Newswise — A national survey released today in USA Today measures a key component in America's social health by ranking the culture and resources for reading in America's 69 largest cities. It identifies Seattle, Minneapolis, Washington, DC, Atlanta, and San Francisco as the most literate U.S. cities.
Those five cities emerged at the top of "America's Most Literate Cities 2005," a national study that develops a statistical profile of 69 cities with populations of 250,000 or more. This is the third year of the study, and introduces a new factor—internet literacy—to measure the expansion of literacy to online media. The study is available online at: http://www.ccsu.edu/AMLC.
The study's author, Dr. John W. Miller, president of Central Connecticut State University, said he began the study because "Americans are actively interested in issues affecting their quality of life and how that quality varies from place to place."
The 2005 edition of the study ranks cities based on 6 key indicators of literacy: newspaper circulation, number of bookstores, library resources, periodical publishing resources, educational attainment, and internet resources. The data sources include U.S. Census data, audited newspaper circulation rates, and information on magazine publishing, educational attainment levels, library resources, and booksellers. The information is compared against population rates in each city to develop a per capita profile of the city's long-term literacy.
According to Miller, "While other factors— SAT or mastery test scores, for example—can provide useful information, this set of factors presents a more complex and nuanced portrait of our nation's cultural vitality. From this data we can better perceive the extent and quality of the long-term literacy essential to individual economic success, civic participation, and the quality of life in a community and a nation.
"The value of this study," he said, "lies less in the absolute accuracy of the rank orders and far more in what communities do with the information. It is heartening to see a city like El Paso, which did not rank well on last year's edition, launch a city-wide literacy campaign, where, among other community initiatives, "Read El Paso Read" distributed some 95,000 books to community members at various events designed to encourage literacy. I hope other cities follow suit, invest in libraries, and do other things to promote literacy. At the family level, even the simple step of turning on the closed captioning of TV sets can significantly improve literacy." Miller, whose academic career includes his scholarly publication on literacy, notes that few other factors in American life can have such a profound impact on the quality of life for individuals, cities, and nations.
The site notes that Atlanta, Toledo, New York City, and Newark moved up the most from last year. Rounding out the top 10, in order: Denver, Boston, Pittsburgh, Cincinnati, and St. Paul. Miller noted the relative stability of the rankings over the 3 editions of the study.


▸ What to produce:
Begin at the line containing "You are a GUI" in the data below and go on through the line containing "Task: Click on", repeating each line exactly; include both ends and no other line.

[Source data — start]

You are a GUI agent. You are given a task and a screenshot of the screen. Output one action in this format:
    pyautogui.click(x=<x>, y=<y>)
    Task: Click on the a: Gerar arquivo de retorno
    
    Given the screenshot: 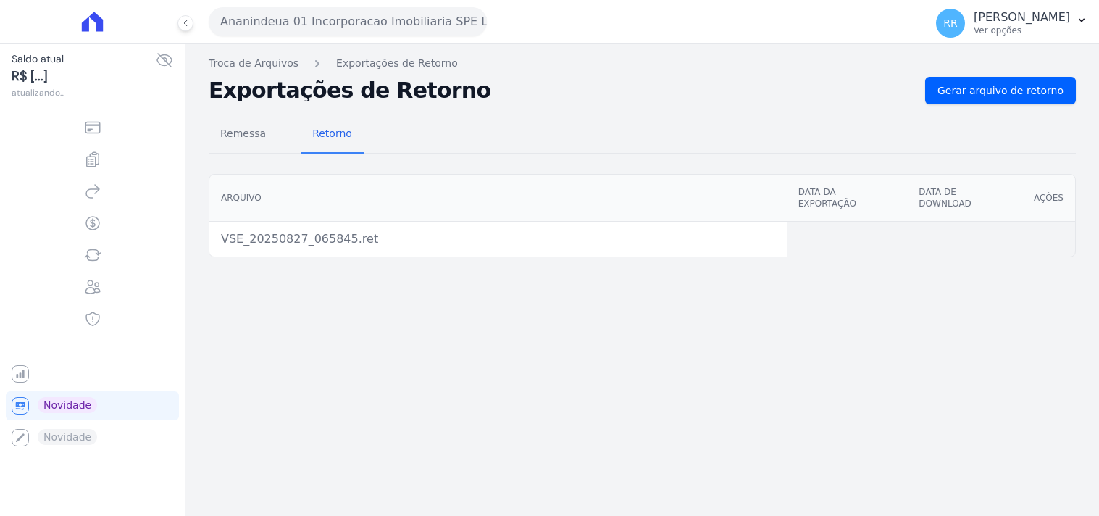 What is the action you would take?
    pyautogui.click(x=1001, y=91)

[Source data — finish]
[Source data — start]

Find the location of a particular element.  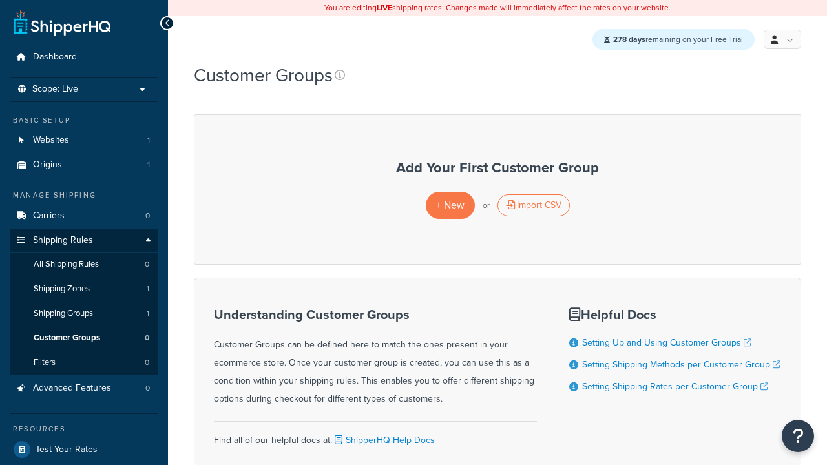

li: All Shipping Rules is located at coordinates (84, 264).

[Source data — finish]
[Source data — start]

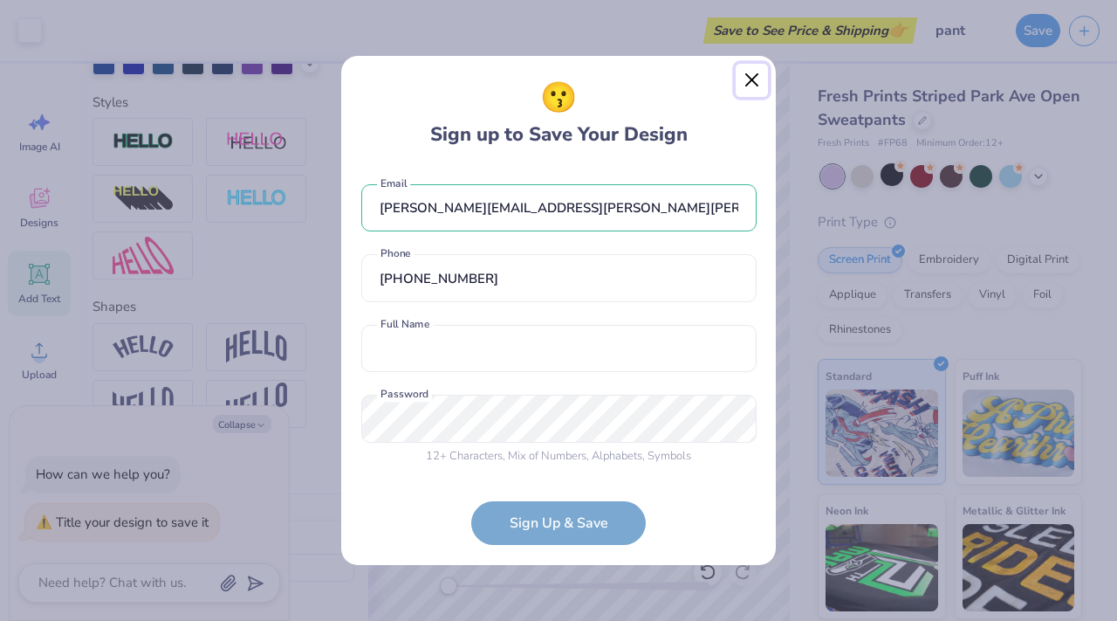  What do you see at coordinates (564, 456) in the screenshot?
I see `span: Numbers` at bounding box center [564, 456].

[Source data — finish]

▸ Answer for this exercise:
You are a GUI agent. You are given a task and a screenshot of the screen. Output one action in this format:
    pyautogui.click(x=<x>, y=<y>)
    Task: Click on the a: Gerar arquivo de retorno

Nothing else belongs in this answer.